Deena Kelly Costa studies how nurses, physicians, and respiratory therapists in ICUs work together to deliver care. Photo by Dan Renzetti.
April 27, 2023

Deena Kelly Costa recently joined the Yale School of Nursing faculty. In an interview with YaleNews, she talks about her research, policy work, and a celebrity encounter.

By Mallory Locklear

Deena Kelly Costa, one of the newest faculty members at the Yale School of Nursing, studies how to improve intensive care. In her free time, she enjoys reading — a recent favorite was the Gabrielle Zevin novel “Tomorrow, and Tomorrow, and Tomorrow” — hanging out with her husband and son, and, as sometimes happens, running into world-famous Yale alums.

We caught up with Costa for the latest edition of Office Hours, a Q&A series that introduces Yale newcomers to the broader university community.


Title: Associate Professor of Nursing

Research interest: How to improve the organization and management of critical care

Prior institution: University of Michigan School of Nursing

Started at Yale:  July 1, 2022

How would you describe your research interests?

Deena Kelly Costa: I study how we can improve how nurses, physicians, and respiratory therapists in intensive care units (ICUs) work together to deliver care to patients. My prior work has identified that those three clinicians are key providers for mechanically ventilated patients. In one current project, in Yale ICUs, we’re trying to get a better understanding of how each discipline thinks about staffing, with the idea being that if we can better combine the clinicians who are present each shift, we might be able to improve the staffing among teams and thereby improve the care they can provide.

In another project, I’m collaborating with a health economist on how to quantify the value of nursing and recognize that value in order to better advocate for investment in nursing and help address some of the workforce crises we are experiencing now, such as nurse staffing issues.

How did you get involved with Yale’s National Clinician Scholars Program?

Costa: The National Clinician Scholars Program is a wonderful two-year training program for nurses and physicians. The scholars are incredibly passionate, bright, and exciting. There’s a wide gamut of disciplines represented, so I work with a bunch of different scholars and faculty, which is lots of fun.

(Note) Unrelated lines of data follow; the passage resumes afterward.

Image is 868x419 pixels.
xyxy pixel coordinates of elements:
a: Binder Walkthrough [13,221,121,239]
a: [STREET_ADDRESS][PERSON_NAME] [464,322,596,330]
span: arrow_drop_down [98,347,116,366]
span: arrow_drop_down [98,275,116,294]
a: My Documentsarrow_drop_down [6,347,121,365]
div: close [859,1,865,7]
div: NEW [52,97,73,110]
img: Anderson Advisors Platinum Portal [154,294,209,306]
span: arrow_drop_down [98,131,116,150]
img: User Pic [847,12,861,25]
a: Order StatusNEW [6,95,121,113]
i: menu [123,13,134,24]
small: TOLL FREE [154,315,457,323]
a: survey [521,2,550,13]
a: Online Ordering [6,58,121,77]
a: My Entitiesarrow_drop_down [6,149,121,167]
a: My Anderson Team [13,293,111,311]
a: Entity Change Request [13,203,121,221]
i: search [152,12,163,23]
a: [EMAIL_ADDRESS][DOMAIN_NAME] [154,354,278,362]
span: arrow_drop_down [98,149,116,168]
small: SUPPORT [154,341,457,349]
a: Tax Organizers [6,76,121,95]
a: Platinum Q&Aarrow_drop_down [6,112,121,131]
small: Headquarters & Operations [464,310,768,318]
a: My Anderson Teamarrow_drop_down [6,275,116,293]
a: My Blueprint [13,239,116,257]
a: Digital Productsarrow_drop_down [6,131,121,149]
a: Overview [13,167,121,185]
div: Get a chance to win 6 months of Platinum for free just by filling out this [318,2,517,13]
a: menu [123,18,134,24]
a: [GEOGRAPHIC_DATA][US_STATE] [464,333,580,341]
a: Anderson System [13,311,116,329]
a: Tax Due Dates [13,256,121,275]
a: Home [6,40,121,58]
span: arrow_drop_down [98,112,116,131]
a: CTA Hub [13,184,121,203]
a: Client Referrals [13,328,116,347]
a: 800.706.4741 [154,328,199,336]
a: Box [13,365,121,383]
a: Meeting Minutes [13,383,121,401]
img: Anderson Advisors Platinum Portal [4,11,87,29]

I was co-director of the University of Michigan program when I was there, and I love that I am able to continue my engagement with the program here at Yale. One of the best aspects of the program is the interprofessional nature — having nurses and physicians train, learn, and work together. It is exciting to see a national training program support nursing’s important presence, place, position, and contribution in health care research and health policy research.

You worked with the governor of Michigan’s office during the pandemic. What policies did you help shape?

Costa: In Michigan, there are a lot of restrictions on how nurse practitioners and certified nurse midwives can practice. Many have to be in a supervisory relationship with a physician, which limits access to care for patients. I worked with the governor’s team on an executive order to suspend those regulations, which really helped expand health care access during the pandemic.

You say you’re a New Yorker by birth and a Bostonian at heart. Where do your sports alliances lie?

Costa: With Boston! The Red Sox and Bruins in particular. I grew up in and now live in New York, but I did undergrad at Boston University and worked in Boston for around 10 years. I worked down the street from Fenway, and often after a shift, my colleagues and I would head over in our scrubs and grab cheap Red Sox tickets.

You met a notable Yale alum just before you started here. How did you meet?

Costa: My son, who was two and a half at the time, was home from daycare. We’d been running around all day and decided to pop into a bookstore in Chappaqua, New York, down the road from where we live. We walk in, and there’s Bill Clinton ’73 J.D. — no one else was there. My son was wearing a Yale shirt, and we started talking about how he went there and how I was getting ready to work there. I got a picture with him and my son. It was all very exciting.